Travelogue
A social travel app that simplifies collaborative planning and makes travel storytelling effortless.
Date
January 25 - March 25
Service
UX Research, UI/UX Design, IoT Interface Design, Mobile App Design
Project Type
Personal School project
Overview
Travelogue is a mobile app built for modern travelers who want to plan together, capture memories, and explore collaboratively. It merges trip planning, storytelling, and gamification into one intuitive experience.
The Problem
Travel planning today is scattered, inefficient, and lacks a human-centered design approach.
Modern Travel Planning is Fragmented
People use a patchwork of apps like Google Docs, WhatsApp, and spreadsheets to coordinate itineraries. None integrate planning, collaboration, and sharing seamlessly.
Pain Points
Hard to coordinate group travel in one place
No dedicated space to share and reflect on trip memories
Offline access is rarely supported
Gamified travel apps lack practicality
Onboarding in most apps is confusing or impersonal
Whats missing
Current platforms offer isolated features itinerary planning or social storytelling but rarely both. Travelogue identifies this gap and seeks to unify them under one app experience.

Research Process
A mutli-method approach to uncover what real travellers need from a planning app.
User Interviews
11 Participants (Ages 18–35)
We interviewed solo and group travelers to understand planning behaviors and pain points.
Key Finding: People valued collaboration more than gamification.
Card Sorting (Optimal Workshop)
6 Participants
Used open card sorting to categorize features.
Helped us shape primary app sections:
Trip Planning
On-Trip Experience
Explore
Usability Testing
Mid-Fi and Hi-Fi tests with 6 users
We observed user flows, tracked errors, and refined:
Onboarding clarity
Collaboration discoverability
Offline accessibility
Personas
Understanding user behavior and context led to a more meaningful and intuitive smart water experience.

Design Process
Travelogue - A single app to plan, collaborate, and share your journey – online or offline.
Travelogue bridges the gap between travel logistics and memory-making.
It enables collaborative trip planning, real-time itinerary access, offline documentation, and a gentle layer of social gamification — all in one place.
Core Features Overview
Create solo or group trips
Invite friends to co-edit itineraries
Add destinations, tickets, checklists, and documents
Access everything offline
Capture and share travel stories post-trip
Discover hidden local gems through community recommendations
Problem | Solution |
---|---|
Fragmented tools | One unified platform for planning + sharing |
Poor collaboration | Group trip editing, shared checklists & docs |
No memory capture | Photo journal + reflection space |
No offline access | Full offline mode toggle per trip |
Confusing onboarding | Simple flow with interest tagging & tooltips |
How Research Shaped Design
Our research wasn’t just a step — it was a continuous driver that shaped the app’s foundation. Insights from interviews, card sorting, and usability testing influenced multiple layers of the product:
Navigation Structure
Card sorting exercises exposed how users mentally grouped features — like distinguishing “Trip Planning” from “On-Trip Experiences.” This clarity led us to restructure the app’s bottom nav bar and content categories to match user logic.Offline-First Experience
Offline access was cited as crucial across interviews. Users traveling abroad or into remote areas needed access to documents, itineraries, and checklists without connectivity. This led to the design of a dedicated “Make Available Offline” toggle per trip.Visual Hierarchy of Features
Users prioritized checklists, travel docs, and itinerary over gamification. We elevated these in the dashboard design, placing core trip planning tools above secondary features like social feed and rewards.Simplified Onboarding with Personalization Hooks
We noticed users were confused about how interest selections impacted their app experience. So we added subtle tooltips and live examples to explain how their choices would personalize suggestions and dashboard widgets.Iterative Refinement Through Usability Testing
Each test led to tangible design changes: improving the visibility of “Invite to Trip,” rewording confusing CTAs, and adjusting iconography to reduce misclicks. Nothing was final until it passed user validation.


Check every line of the entries below for "adjustment", and copy the lines that have it.
*** Records to process Section Begins ***
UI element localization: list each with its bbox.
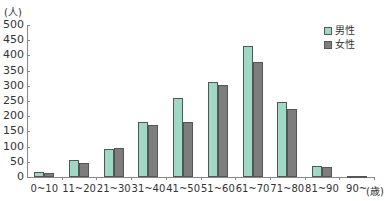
x-tick-mark (166, 177, 167, 180)
female-bar (183, 122, 193, 177)
y-tick-mark (27, 40, 30, 41)
y-tick-mark (27, 147, 30, 148)
y-tick-mark (27, 162, 30, 163)
male-bar (34, 172, 44, 177)
x-tick-mark (305, 177, 306, 180)
y-tick-label: 300 (0, 80, 24, 91)
y-tick-mark (27, 55, 30, 56)
y-tick-mark (27, 177, 30, 178)
male-bar (312, 166, 322, 177)
female-bar (253, 62, 263, 177)
male-bar (277, 102, 287, 177)
y-tick-label: 450 (0, 34, 24, 45)
male-bar (347, 176, 357, 178)
y-tick-mark (27, 101, 30, 102)
y-tick-mark (27, 116, 30, 117)
y-tick-mark (27, 25, 30, 26)
x-tick-mark (374, 177, 375, 180)
male-bar (173, 98, 183, 177)
female-bar (148, 125, 158, 177)
x-tick-mark (270, 177, 271, 180)
legend: 男性 女性 (324, 24, 355, 52)
male-swatch-icon (324, 27, 332, 35)
male-bar (69, 160, 79, 177)
y-tick-mark (27, 131, 30, 132)
female-swatch-icon (324, 41, 332, 49)
y-tick-label: 500 (0, 19, 24, 30)
y-tick-label: 50 (0, 156, 24, 167)
y-tick-label: 200 (0, 110, 24, 121)
legend-item-female: 女性 (324, 38, 355, 52)
x-tick-mark (96, 177, 97, 180)
male-bar (104, 149, 114, 177)
x-axis-unit-label: (歳) (366, 183, 384, 198)
y-tick-label: 0 (0, 171, 24, 182)
y-tick-label: 150 (0, 125, 24, 136)
y-tick-label: 350 (0, 65, 24, 76)
female-bar (44, 173, 54, 177)
female-bar (218, 85, 228, 177)
legend-label-female: 女性 (335, 38, 355, 52)
y-tick-mark (27, 71, 30, 72)
y-axis-unit-label: (人) (4, 4, 22, 19)
male-bar (138, 122, 148, 177)
y-tick-mark (27, 86, 30, 87)
legend-item-male: 男性 (324, 24, 355, 38)
age-gender-bar-chart: (人) 050100150200250300350400450500 0~101… (0, 0, 391, 201)
male-bar (243, 46, 253, 177)
y-tick-label: 250 (0, 95, 24, 106)
x-tick-mark (235, 177, 236, 180)
female-bar (357, 176, 367, 178)
x-tick-mark (131, 177, 132, 180)
legend-label-male: 男性 (335, 24, 355, 38)
female-bar (79, 163, 89, 177)
x-tick-mark (62, 177, 63, 180)
female-bar (322, 167, 332, 177)
y-tick-label: 400 (0, 49, 24, 60)
female-bar (287, 109, 297, 177)
x-tick-mark (201, 177, 202, 180)
x-tick-mark (339, 177, 340, 180)
female-bar (114, 148, 124, 177)
male-bar (208, 82, 218, 177)
y-tick-label: 100 (0, 141, 24, 152)
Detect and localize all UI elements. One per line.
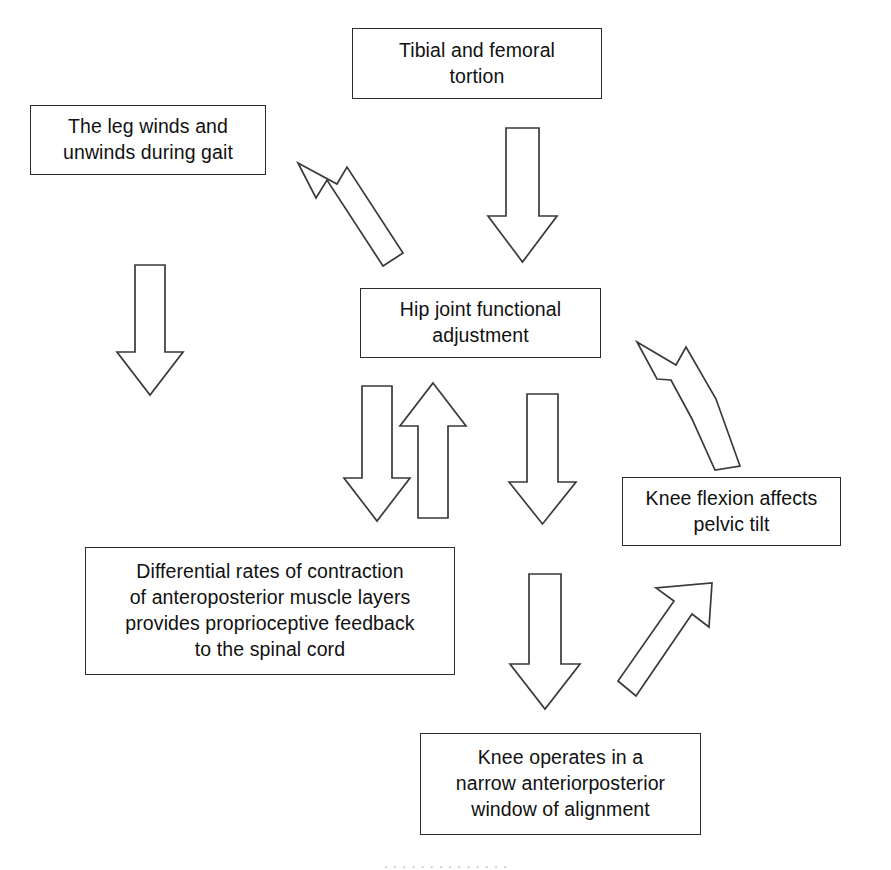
arrow-diagonal-up-left-knee-flexion-to-hip (637, 342, 740, 470)
node-label-knee-flexion-affects-pelvic-tilt: Knee flexion affects pelvic tilt (623, 486, 840, 538)
node-tibial-and-femoral-tortion[interactable]: Tibial and femoral tortion (352, 28, 602, 99)
arrow-down-hip-to-differential (344, 386, 410, 521)
node-label-hip-joint-functional-adjustment: Hip joint functional adjustment (361, 297, 600, 349)
node-knee-flexion-affects-pelvic-tilt[interactable]: Knee flexion affects pelvic tilt (622, 477, 841, 546)
node-leg-winds-and-unwinds-during-gait[interactable]: The leg winds and unwinds during gait (30, 105, 266, 175)
arrow-down-tortion-to-hip (488, 128, 557, 262)
arrow-down-to-knee-window (510, 574, 580, 709)
flow-diagram: Tibial and femoral tortion The leg winds… (0, 0, 891, 870)
node-knee-operates-in-narrow-window[interactable]: Knee operates in a narrow anteriorposter… (420, 733, 701, 835)
arrow-diagonal-up-right-knee-window-to-flexion (618, 583, 712, 696)
node-differential-rates-of-contraction[interactable]: Differential rates of contraction of ant… (85, 547, 455, 675)
arrow-up-differential-to-hip (400, 383, 466, 518)
arrow-down-hip-middle (509, 394, 576, 524)
node-hip-joint-functional-adjustment[interactable]: Hip joint functional adjustment (360, 288, 601, 358)
node-label-tibial-and-femoral-tortion: Tibial and femoral tortion (353, 38, 601, 90)
node-label-leg-winds-and-unwinds-during-gait: The leg winds and unwinds during gait (31, 114, 265, 166)
page-caption-strip: · · · · · · · · · · · · · · (0, 858, 891, 870)
arrow-diagonal-up-left-to-leg-winds (298, 163, 403, 266)
arrow-down-from-leg-winds (117, 265, 183, 395)
node-label-differential-rates-of-contraction: Differential rates of contraction of ant… (86, 559, 454, 663)
page-caption-text: · · · · · · · · · · · · · · (0, 858, 891, 870)
node-label-knee-operates-in-narrow-window: Knee operates in a narrow anteriorposter… (421, 745, 700, 823)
*** Records to process Section Ends ***
Answer box:
node-label-hip-joint-functional-adjustment: Hip joint functional adjustment (361, 297, 600, 349)
node-hip-joint-functional-adjustment[interactable]: Hip joint functional adjustment (360, 288, 601, 358)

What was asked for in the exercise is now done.